Ultra-low-light computer vision using trained photon correlations
For computer vision in extreme low-light scenarios (e.g., astronomy, surveillance), this provides a practical accuracy boost over existing methods that focus on image reconstruction rather than task-specific inference.
This work introduces correlation-aware training (CAT), a hybrid optical-electronic pipeline that optimizes a correlated-photon illumination source and a Transformer backend for object recognition in ultra-low-light conditions. It achieves up to 15 percentage points higher classification accuracy compared to conventional uncorrelated illumination and untrained correlated illumination, using ≤100 shots.
Illumination using correlated photon sources has been established as an approach to allowing high-fidelity images to be reconstructed from noisy camera frames by taking advantage of the knowledge that signal photons are spatially correlated whereas detector clicks due to noise are uncorrelated. However, in computer-vision tasks, the goal is often not ultimately to reconstruct an image, but to make inferences about a scene -- such as what object is present. Here we show how correlated-photon illumination can be used to gain an advantage in a hybrid optical-electronic computer-vision pipeline for object recognition. We demonstrate correlation-aware training (CAT): end-to-end optimization of a trainable correlated-photon illumination source and a Transformer backend in a way that the Transformer can learn to benefit from the correlations, using a small number (<= 100) of shots. We show a classification accuracy enhancement of up to 15 percentage points over conventional, uncorrelated-illumination-based computer vision in ultra-low-light and noisy imaging conditions, as well as an improvement over using untrained correlated-photon illumination. Our work illustrates how specializing to a computer-vision task -- object recognition -- and training the pattern of photon correlations in conjunction with a digital backend allows us to push the limits of accuracy in highly photon-budget-constrained scenarios beyond existing methods focused on image reconstruction.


- **What the task requires**
Set down exactly the lines from the one containing "Trace woman." through the last line of the records below, both included, and nothing else.

Content starts

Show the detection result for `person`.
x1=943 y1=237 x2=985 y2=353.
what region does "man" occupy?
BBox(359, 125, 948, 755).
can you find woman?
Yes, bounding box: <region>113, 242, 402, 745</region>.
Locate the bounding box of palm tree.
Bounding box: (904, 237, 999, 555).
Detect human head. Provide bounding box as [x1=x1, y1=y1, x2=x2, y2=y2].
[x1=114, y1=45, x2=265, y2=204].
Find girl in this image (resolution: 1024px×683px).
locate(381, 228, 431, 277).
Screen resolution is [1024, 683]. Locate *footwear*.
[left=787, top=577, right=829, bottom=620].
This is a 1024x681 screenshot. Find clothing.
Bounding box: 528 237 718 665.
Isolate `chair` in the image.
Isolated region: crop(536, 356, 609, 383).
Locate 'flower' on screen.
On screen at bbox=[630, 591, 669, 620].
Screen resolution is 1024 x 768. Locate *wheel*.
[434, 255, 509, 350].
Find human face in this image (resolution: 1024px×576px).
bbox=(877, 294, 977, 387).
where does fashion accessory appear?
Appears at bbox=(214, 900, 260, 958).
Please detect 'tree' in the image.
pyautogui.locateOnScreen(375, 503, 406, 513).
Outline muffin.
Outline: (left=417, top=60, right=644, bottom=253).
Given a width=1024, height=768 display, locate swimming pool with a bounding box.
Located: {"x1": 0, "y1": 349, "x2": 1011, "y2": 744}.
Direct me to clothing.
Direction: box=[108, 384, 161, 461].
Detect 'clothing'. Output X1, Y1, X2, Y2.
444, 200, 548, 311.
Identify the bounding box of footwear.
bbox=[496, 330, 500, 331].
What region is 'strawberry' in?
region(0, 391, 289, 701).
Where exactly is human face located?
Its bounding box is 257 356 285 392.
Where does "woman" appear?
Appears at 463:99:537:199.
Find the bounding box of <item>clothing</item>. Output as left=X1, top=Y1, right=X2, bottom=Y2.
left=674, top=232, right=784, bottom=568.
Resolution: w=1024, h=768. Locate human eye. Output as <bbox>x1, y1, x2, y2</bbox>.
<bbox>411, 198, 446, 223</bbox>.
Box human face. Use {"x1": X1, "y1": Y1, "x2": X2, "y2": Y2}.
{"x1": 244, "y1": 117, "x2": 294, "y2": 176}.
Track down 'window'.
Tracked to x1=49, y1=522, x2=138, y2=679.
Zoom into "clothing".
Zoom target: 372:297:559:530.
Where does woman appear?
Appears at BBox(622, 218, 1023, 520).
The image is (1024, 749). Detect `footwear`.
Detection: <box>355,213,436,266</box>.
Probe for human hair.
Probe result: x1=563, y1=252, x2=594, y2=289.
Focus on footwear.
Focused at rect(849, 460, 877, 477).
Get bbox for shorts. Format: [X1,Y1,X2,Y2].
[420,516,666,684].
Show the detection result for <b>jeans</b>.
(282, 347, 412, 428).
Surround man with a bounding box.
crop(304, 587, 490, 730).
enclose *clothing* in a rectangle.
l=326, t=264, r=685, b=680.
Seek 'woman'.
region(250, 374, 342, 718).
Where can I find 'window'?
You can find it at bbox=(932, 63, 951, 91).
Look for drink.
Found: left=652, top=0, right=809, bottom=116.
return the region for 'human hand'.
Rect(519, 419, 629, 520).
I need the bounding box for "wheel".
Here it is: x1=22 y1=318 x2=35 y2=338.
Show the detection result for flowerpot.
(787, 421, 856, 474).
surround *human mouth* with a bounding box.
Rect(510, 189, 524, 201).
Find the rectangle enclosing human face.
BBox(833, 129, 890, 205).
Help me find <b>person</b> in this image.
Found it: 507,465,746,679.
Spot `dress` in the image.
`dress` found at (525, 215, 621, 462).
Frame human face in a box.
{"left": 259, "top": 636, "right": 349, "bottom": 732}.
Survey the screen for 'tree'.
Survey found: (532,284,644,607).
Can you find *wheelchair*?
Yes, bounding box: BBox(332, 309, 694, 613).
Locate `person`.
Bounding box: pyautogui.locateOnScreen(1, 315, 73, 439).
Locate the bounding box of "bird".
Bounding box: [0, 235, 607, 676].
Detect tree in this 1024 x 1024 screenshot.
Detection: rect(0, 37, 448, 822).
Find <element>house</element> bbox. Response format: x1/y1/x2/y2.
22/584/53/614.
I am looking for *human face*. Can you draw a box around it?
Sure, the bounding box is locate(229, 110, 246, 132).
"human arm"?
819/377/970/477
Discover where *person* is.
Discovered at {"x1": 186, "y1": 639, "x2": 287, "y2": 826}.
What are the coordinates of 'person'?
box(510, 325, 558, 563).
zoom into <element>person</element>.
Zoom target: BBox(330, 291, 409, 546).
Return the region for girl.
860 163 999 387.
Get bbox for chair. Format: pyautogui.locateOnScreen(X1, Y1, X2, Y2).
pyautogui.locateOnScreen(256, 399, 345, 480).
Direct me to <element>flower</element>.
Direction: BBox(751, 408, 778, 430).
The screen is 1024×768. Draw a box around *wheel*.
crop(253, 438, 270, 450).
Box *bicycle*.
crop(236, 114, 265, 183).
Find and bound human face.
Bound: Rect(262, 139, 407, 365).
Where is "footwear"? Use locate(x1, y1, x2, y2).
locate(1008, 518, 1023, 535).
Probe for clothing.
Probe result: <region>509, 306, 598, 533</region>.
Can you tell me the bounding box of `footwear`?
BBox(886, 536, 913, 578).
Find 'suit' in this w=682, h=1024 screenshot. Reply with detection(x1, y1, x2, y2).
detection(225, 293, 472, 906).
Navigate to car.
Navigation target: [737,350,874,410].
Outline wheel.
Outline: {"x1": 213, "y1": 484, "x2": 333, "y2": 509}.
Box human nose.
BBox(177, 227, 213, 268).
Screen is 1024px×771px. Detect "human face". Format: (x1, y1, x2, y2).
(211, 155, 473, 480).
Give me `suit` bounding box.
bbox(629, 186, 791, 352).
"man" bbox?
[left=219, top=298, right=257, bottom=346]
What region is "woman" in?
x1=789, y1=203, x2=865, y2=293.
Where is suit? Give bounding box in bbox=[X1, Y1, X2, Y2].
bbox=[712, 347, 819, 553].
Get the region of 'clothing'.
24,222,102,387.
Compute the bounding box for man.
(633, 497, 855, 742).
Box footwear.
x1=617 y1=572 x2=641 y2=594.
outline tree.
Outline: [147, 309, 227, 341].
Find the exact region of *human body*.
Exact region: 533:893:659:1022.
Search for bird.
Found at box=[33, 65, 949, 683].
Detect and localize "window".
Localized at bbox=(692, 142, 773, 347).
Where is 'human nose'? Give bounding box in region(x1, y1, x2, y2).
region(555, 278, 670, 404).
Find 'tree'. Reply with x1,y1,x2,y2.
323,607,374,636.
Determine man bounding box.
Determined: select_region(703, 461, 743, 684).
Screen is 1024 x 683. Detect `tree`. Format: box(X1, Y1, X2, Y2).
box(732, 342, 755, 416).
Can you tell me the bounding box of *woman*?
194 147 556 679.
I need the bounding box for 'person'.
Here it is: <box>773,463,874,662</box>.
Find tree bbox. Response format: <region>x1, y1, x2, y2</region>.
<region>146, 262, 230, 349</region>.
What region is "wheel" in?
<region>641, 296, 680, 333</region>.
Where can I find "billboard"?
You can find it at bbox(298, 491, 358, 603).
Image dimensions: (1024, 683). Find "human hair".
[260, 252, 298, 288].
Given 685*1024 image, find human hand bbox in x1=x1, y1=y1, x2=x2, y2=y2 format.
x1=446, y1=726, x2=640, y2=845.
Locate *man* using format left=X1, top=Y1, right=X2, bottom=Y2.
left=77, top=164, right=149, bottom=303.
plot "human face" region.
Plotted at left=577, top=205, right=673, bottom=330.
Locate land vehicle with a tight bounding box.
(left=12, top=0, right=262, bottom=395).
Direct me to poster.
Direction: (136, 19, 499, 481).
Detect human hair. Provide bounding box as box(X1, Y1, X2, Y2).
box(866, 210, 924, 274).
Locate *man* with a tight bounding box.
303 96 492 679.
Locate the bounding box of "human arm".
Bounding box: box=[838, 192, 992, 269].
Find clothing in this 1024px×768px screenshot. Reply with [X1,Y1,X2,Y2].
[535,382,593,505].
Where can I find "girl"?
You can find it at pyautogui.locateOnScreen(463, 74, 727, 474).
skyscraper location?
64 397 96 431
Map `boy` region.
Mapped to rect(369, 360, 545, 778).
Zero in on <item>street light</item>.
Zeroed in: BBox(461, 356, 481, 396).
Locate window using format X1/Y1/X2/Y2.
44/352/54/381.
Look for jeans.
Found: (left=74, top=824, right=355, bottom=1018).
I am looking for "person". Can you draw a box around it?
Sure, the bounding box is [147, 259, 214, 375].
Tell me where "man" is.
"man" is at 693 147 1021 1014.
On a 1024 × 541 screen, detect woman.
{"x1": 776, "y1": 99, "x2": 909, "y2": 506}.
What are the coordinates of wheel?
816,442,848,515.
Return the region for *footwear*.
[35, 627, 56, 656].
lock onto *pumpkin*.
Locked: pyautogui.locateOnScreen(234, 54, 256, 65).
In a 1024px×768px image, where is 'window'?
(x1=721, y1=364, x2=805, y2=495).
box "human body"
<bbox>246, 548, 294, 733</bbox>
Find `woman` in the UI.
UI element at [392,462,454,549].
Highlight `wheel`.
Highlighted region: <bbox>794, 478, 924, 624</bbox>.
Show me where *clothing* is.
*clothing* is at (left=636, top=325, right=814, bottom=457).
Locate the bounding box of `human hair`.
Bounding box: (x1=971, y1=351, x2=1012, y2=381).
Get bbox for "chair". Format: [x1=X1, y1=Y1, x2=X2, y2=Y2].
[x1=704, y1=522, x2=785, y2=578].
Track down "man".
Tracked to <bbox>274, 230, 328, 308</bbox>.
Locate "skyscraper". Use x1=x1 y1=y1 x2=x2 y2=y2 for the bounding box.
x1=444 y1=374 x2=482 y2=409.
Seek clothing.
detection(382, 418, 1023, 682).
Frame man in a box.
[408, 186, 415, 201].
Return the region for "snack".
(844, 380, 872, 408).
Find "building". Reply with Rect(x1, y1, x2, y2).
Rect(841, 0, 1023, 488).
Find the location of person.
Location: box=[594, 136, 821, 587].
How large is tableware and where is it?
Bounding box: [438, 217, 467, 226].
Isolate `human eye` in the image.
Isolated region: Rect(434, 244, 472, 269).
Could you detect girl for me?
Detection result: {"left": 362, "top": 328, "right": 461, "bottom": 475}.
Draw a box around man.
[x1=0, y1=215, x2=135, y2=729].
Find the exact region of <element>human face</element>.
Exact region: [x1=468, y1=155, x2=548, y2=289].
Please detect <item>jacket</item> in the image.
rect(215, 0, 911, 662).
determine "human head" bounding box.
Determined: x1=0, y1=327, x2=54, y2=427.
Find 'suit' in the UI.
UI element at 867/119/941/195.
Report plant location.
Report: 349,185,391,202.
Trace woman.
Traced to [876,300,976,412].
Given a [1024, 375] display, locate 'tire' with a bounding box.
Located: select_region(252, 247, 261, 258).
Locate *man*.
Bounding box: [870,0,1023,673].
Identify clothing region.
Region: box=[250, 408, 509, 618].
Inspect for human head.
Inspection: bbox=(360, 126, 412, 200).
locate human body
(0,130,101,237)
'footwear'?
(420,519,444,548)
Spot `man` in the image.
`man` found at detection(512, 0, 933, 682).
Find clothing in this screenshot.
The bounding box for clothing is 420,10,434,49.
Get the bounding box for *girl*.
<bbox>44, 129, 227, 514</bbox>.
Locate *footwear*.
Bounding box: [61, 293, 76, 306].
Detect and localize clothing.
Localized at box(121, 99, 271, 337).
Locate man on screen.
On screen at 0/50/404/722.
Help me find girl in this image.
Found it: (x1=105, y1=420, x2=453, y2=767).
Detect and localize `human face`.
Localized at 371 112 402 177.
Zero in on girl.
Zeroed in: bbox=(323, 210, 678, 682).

Content ends

- **Answer to this task**
Trace woman.
Traced to [876,300,976,412].
Given a [1024, 375] display, locate 'tire' with a bounding box.
Located: select_region(252, 247, 261, 258).
Locate *man*.
Bounding box: [870,0,1023,673].
Identify clothing region.
Region: box=[250, 408, 509, 618].
Inspect for human head.
Inspection: bbox=(360, 126, 412, 200).
locate human body
(0,130,101,237)
'footwear'?
(420,519,444,548)
Spot `man` in the image.
`man` found at detection(512, 0, 933, 682).
Find clothing in this screenshot.
The bounding box for clothing is 420,10,434,49.
Get the bounding box for *girl*.
<bbox>44, 129, 227, 514</bbox>.
Locate *footwear*.
Bounding box: [61, 293, 76, 306].
Detect and localize clothing.
Localized at box(121, 99, 271, 337).
Locate man on screen.
On screen at 0/50/404/722.
Help me find girl in this image.
Found it: (x1=105, y1=420, x2=453, y2=767).
Detect and localize `human face`.
Localized at 371 112 402 177.
Zero in on girl.
Zeroed in: bbox=(323, 210, 678, 682).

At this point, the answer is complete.